In a box 290 days.
It was a prefabricated cage, if I extended my arms I would hit the walls, I never saw the light of the sun and music was blasted from two speakers at full volume day and night.
To go crazy
They gave me violent narcocorridos so that I wouldn’t hear what was happening outside and I did my bowels in a portable cooler. The last few months I lived naked, without a mattress and with a plate of beans a day, they pressure you to talk and betray the negotiation.
Let’s go back to November 29, 2016.
Before I took my son to school like every day, that day I took five minutes to thank God that everything was going so well for me, I had a good job, a nice house and I was happy with my wife and with my children, a three-year-old boy and a 1-year-old baby.
I was grateful to be privileged.
Yes, and 45 minutes later, I was intercepted by eight hooded men in a van.
What helped him in his captivity?
The first thing I did was to remember the talk of a man who had been kidnapped for 257 days, and I discovered that that man had all the qualities that I did not have.
That must have been frustrating.
The man was clear that God was with him. My faith was quite fragile, in fact at that time I wanted to kill God. One of my first decisions was to talk to God and myself, and I did it out loud.
What else was proposed?
The man insisted on exercising, he was a marathon runner and I got tired climbing five flights of stairs, but I started moving like a caged lion and ended up doing 200 squats and 10 km a day. And the third pillar I put into practice was not to obsess over hating my captors. They entered the box three times, once for the life test and twice to spank me, they were wearing bacteriological suits, I never saw their faces.
Could he control his emotions?
Those nine and a half months were like a gestation process for a new human being. I went through all the emotions, angers and despairs, but I came out of it in a Zen state, although it didn’t last long: I lived a time of great fury.
What has changed in your life?
I don’t see the human being the same. Writing my story was a catharsis, at first I cried, for three years I went back to the box every day. It was such a long kidnapping that I broke down, I wanted to kill myself, but then I picked myself up, strengthened myself and created an armor that helped me survive.
What has he discovered about himself?
That I am encouraged in adversity. In the box I had three very powerful anxiety attacks that I had to master with my mind. In me there was the good Beto and the bad Beto who kept telling me “they will kill you, your children will forget you”. My priority was to stop thinking, for that dialogue between good and evil to stop.
Who won?
The negative thinking that increased at night and prevented me from sleeping, but suddenly I was able to turn the omelet.
With?
I had never meditated, but I began to pray and go inward, and I found a whole wonderful world within me and an incredible strength, a self-disciplined Beto that could go where it wanted; and I had a moment of lucidity in which I told myself that I would not feed on my memories but on the moments I lacked to live.
Does it hold that fort?
Yes, and I am much more empathetic now. When I came out, I needed hugs and now I give them and I interview people who have been kidnapped to tell them that they will move on. It hurt me a lot, when I was released, to find little empathy even from people very close to me. Kidnapping is taboo in Mexico.

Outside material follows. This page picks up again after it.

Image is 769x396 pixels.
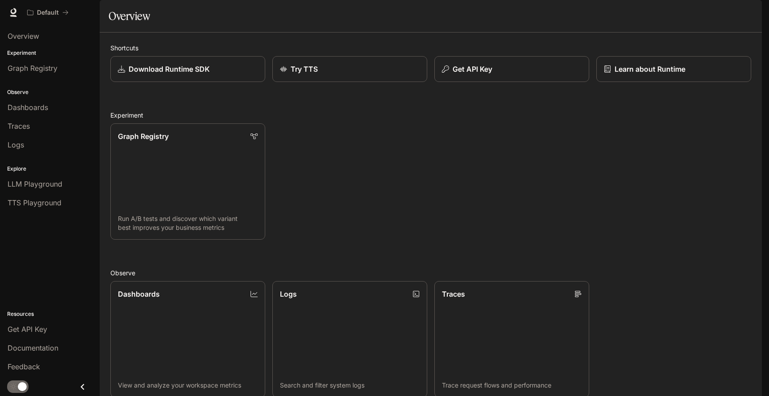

Has your resource been emotion or reason?
The first months in the box I cried five hours a day; then my armor was formed and the rational part killed the emotional part so it wouldn’t end up with me. When I got out I couldn’t cry for months, I brought back the tears by reading the diary my wife wrote during the kidnapping.
Did he survive for his family?
At first yes, but there came a time when I asked myself: what about your will to live? I realized the need to love myself first. For me, I will exercise and take care of myself, because I want to live, eat the world. One of my superpowers was being my best friend.
Have you thought about the human being?
I want to think that we are still more good people than bad, what happens is that the good ones are poorly organized. Greed and money bring out the worst in us.
Your essential learning?
That life is today and it must be lived with intensity; I know the value of time. I no longer ask, I just thank. I live with a lot of freedom and I know how to enjoy myself much more than before.